Joining The Dots

I think sometimes we look at things in a lens that is too focused.

For many years we’ve looked and laughed at internet enabled fridges and tweeting plants but to make sense future thinking people have  taken a step back and had the imagination to see the whole ecosystem of the connected home, a world where you can turn on your cooker from work, or check to see if you have left the garage door closed.

But I still think these use cases are rather pathetic, relatively fringe and certainly not providing enough value to make the $15k investment in an entirely connected home worthwhile.

But when you really take a step back, where you vision includes things that seem rather peripheral,  you can begin then to  join a lot of things together that show how amazing things could happen.

I don’t think we are far from a world where the world of advertising starts becoming less the use of creativity to get brands and consumers to connect and engage, but a world where creativity is used to allow brands to provide value to consumers. The process of agencies like the IPG Media lab will be to have the imagination but also the knowledge of fringe technology to join the dots together and to do so in the context of business and brands.

We are talking of a world of both creative business models and branded utility.

I think in less than 3 years a connected home will include a fridge that knows what products we like, what food we have, when it is about to turn bad, where we are going to be that week, who we may expect to have come and visit.

This may seem rather out there, but it’s a simple question of taking in some of the utility that apps like “Slice” provide now, advancing it a little, and then pulling data from your google calendar, location and other sources to help suggest solutions, or as we like to call it, the world of “anticipatory computing

In a world like this, an online grocery company could subsidize the cost of your fridge by ensuring that it will only be able to order goods from their own site.

You may find that you never run out of milk because it’s ordered before it’s about to go bad or run out.

You may find ads for food products that sync with your fridge and tell you what else you need to order to make a suggested recipe and order it for you.

This is world far removed from the now, but not because the technology is so advanced, but because our attitude towards “advertising” shifts away from technology as an enabler of better brand messaging, but technology as an enabler of better brand solutions.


● Task to complete:
Look through the records and copy each line with the string "elements" in it.

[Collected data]

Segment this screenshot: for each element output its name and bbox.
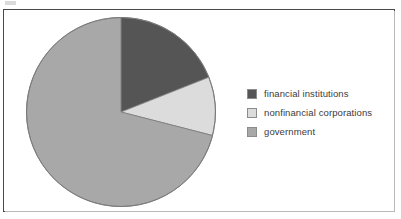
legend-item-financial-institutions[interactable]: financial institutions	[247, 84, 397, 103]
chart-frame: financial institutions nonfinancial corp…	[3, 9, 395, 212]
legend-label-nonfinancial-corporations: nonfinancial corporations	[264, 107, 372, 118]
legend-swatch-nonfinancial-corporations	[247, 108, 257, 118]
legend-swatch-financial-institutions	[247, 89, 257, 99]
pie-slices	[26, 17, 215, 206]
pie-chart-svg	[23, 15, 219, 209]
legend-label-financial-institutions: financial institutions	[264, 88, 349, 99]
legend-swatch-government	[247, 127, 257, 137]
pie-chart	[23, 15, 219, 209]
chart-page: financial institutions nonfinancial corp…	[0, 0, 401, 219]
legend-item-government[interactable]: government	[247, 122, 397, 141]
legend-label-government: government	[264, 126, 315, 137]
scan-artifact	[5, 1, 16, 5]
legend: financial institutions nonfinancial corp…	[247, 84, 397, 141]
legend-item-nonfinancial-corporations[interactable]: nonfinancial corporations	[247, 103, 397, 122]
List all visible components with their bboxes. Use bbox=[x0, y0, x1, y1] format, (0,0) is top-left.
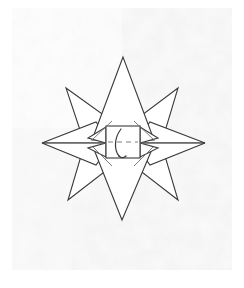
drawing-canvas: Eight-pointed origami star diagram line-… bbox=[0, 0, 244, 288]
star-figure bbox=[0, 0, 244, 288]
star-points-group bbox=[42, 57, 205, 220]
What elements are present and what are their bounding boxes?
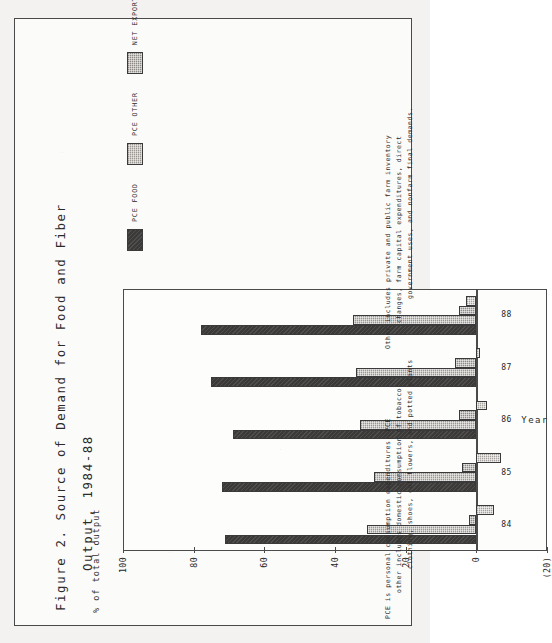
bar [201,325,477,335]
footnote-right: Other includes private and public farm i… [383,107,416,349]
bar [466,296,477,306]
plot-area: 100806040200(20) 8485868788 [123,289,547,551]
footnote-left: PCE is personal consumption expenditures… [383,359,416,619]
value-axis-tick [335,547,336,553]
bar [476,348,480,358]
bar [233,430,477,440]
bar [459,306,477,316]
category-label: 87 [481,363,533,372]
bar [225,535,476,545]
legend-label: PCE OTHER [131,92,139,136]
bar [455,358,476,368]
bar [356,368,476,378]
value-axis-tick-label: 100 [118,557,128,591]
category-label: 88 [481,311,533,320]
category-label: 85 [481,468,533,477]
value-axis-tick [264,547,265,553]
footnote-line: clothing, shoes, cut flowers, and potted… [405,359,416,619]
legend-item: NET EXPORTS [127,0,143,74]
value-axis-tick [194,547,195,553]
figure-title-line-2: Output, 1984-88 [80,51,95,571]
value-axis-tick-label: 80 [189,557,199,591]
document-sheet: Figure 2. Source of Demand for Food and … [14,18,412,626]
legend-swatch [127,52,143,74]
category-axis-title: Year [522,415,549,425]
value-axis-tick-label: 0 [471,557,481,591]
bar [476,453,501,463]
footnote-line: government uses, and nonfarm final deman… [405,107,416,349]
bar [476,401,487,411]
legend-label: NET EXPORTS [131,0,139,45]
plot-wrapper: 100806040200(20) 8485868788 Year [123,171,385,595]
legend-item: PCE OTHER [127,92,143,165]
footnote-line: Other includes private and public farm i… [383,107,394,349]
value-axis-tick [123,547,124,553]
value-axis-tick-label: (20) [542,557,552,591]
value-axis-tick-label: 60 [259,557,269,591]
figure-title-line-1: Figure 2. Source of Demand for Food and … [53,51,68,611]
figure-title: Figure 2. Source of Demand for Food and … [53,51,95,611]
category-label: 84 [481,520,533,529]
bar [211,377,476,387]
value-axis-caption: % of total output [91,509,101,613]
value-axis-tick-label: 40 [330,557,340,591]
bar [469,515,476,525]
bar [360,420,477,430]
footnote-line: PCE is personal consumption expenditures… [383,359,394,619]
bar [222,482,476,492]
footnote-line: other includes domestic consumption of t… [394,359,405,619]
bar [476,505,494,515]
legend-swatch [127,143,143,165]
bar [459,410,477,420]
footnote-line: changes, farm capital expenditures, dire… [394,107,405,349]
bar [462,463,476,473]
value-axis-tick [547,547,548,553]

---

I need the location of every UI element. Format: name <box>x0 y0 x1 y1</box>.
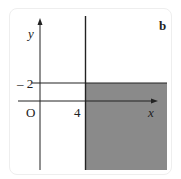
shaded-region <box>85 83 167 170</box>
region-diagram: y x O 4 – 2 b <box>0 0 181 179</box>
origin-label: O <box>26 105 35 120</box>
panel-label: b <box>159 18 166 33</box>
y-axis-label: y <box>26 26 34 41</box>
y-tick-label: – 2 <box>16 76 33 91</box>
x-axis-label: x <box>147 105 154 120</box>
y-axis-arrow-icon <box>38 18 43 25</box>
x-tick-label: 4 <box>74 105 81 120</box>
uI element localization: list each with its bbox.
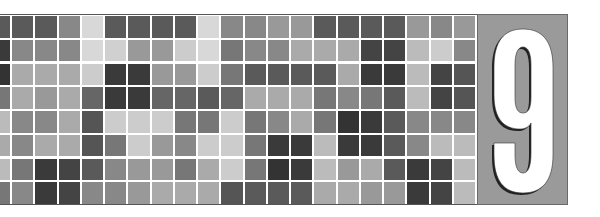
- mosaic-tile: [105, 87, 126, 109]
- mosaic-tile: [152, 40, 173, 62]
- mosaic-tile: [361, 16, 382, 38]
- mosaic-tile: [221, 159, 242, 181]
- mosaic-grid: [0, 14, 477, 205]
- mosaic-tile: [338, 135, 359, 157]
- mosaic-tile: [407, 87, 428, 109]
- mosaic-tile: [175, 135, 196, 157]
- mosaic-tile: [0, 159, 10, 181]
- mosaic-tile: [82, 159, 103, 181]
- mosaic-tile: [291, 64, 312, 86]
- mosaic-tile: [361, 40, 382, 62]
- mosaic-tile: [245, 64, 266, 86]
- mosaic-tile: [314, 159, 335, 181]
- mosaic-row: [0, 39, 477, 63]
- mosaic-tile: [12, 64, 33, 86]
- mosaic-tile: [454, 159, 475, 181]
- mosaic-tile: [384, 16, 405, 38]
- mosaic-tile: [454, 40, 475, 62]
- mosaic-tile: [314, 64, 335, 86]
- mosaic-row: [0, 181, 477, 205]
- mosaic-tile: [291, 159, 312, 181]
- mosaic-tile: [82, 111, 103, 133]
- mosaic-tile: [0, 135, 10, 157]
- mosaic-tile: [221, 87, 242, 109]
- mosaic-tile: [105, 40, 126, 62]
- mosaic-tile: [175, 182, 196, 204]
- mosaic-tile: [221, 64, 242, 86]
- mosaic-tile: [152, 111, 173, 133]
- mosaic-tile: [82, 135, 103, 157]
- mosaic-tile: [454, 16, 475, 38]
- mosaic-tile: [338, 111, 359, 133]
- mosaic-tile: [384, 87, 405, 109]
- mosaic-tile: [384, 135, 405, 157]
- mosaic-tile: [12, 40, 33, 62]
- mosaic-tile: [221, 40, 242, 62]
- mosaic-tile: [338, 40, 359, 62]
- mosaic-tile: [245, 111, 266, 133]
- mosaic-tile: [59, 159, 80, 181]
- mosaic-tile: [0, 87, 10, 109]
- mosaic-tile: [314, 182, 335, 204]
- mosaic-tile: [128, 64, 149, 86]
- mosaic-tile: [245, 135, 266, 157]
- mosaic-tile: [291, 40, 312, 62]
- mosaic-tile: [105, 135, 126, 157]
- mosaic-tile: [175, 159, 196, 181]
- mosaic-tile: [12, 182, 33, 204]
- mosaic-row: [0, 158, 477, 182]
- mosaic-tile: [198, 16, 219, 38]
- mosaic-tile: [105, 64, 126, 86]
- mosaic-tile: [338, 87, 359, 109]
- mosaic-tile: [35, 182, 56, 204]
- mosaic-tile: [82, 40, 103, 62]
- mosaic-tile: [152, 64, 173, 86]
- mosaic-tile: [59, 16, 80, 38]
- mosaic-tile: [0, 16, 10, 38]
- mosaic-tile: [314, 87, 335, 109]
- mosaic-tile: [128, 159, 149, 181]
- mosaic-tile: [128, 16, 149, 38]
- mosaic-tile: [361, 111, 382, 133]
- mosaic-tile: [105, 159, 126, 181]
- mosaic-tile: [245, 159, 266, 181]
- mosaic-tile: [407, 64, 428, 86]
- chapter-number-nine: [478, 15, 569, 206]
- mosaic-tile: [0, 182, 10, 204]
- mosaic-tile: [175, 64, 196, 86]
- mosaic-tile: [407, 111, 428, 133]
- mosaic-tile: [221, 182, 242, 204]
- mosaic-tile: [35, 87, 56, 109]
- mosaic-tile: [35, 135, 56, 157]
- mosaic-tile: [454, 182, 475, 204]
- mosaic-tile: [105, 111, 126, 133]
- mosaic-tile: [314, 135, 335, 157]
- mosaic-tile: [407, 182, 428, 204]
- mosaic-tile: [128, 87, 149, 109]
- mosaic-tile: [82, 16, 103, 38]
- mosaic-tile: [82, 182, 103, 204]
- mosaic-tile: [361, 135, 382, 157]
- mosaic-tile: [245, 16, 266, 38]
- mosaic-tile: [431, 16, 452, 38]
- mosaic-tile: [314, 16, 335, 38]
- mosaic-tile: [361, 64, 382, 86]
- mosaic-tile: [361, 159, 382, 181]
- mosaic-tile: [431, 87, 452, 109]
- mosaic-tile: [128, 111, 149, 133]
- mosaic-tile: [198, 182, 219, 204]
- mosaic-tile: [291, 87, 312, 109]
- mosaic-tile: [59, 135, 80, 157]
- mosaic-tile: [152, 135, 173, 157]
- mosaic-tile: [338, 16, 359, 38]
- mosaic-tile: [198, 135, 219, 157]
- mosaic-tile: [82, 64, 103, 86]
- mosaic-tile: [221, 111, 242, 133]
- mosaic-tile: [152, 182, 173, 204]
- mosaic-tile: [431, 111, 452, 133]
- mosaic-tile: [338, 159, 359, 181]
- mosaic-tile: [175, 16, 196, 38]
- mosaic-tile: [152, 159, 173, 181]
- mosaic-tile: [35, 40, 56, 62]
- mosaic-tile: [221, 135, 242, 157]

--

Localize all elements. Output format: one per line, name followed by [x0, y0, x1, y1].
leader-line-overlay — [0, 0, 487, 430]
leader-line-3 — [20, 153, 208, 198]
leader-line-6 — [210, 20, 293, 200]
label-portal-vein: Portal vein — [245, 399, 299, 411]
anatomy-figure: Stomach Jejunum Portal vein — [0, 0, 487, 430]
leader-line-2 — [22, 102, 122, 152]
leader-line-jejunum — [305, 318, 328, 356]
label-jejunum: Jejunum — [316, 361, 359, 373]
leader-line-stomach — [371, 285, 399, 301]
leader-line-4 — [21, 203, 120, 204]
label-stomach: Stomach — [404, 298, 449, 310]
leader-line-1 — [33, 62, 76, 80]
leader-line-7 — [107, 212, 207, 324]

● Result of this task:
What elements are present and what are their bounding boxes?
Localize all elements. Output format: one per line, name followed by [x0, y0, x1, y1].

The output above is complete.